Dataset entries
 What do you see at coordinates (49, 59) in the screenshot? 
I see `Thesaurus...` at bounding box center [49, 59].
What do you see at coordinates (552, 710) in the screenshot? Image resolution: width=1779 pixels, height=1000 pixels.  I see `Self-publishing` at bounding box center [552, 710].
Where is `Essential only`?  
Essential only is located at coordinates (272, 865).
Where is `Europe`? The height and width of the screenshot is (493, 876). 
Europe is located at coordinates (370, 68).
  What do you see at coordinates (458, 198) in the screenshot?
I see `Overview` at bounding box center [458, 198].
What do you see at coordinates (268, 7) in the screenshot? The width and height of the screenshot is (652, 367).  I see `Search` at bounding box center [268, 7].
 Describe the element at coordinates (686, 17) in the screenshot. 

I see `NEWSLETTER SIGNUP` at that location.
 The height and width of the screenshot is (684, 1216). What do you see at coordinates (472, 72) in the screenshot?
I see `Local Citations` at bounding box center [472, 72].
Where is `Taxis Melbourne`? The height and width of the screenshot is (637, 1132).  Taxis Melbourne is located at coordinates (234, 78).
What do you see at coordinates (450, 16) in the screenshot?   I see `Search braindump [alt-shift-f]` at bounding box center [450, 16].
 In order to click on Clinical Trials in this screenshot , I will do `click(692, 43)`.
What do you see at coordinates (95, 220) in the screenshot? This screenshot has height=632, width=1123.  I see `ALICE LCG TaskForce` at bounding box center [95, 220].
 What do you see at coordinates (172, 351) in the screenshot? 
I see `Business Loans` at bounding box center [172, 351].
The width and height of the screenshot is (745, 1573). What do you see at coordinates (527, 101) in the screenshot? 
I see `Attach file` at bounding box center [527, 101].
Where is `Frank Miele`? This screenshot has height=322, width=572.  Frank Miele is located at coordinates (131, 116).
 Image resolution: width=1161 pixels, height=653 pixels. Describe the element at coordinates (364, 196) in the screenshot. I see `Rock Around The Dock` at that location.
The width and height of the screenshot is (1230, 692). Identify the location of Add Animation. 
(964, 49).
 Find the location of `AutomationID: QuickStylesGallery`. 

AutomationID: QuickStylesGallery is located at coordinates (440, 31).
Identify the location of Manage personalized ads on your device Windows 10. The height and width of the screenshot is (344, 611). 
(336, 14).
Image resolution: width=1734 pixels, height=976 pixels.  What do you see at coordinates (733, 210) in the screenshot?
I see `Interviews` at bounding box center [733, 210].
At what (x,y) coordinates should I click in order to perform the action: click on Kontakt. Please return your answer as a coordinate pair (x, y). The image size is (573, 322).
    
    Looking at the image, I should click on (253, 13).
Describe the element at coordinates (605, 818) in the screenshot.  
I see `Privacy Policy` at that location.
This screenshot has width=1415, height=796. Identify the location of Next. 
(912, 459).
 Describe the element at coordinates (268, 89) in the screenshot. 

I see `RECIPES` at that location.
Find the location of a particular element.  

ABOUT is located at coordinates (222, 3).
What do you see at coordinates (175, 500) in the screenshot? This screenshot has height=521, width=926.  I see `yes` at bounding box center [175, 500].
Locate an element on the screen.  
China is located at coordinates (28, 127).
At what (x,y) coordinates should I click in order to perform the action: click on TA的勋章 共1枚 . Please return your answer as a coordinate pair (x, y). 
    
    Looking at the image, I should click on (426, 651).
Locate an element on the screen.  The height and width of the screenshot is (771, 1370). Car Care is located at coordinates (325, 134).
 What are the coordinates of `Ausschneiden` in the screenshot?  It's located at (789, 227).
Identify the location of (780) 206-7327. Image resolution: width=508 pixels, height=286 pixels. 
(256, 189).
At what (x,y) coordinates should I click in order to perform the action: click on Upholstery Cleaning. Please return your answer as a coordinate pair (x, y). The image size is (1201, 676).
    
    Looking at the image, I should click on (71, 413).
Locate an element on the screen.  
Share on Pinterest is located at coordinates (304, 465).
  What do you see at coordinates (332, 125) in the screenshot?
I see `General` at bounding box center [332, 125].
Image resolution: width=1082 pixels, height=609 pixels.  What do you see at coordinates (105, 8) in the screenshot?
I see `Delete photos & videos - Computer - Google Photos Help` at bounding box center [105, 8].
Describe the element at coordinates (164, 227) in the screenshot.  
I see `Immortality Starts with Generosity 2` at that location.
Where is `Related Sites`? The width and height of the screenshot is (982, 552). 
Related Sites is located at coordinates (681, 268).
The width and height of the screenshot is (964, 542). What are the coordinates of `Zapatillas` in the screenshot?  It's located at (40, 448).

◆ What the task asks ◆
Identify every line above with the string "Search" in it. Copy those lines.

◆ Written reply ◆
What do you see at coordinates (268, 7) in the screenshot? The width and height of the screenshot is (652, 367).  I see `Search` at bounding box center [268, 7].
What do you see at coordinates (450, 16) in the screenshot?   I see `Search braindump [alt-shift-f]` at bounding box center [450, 16].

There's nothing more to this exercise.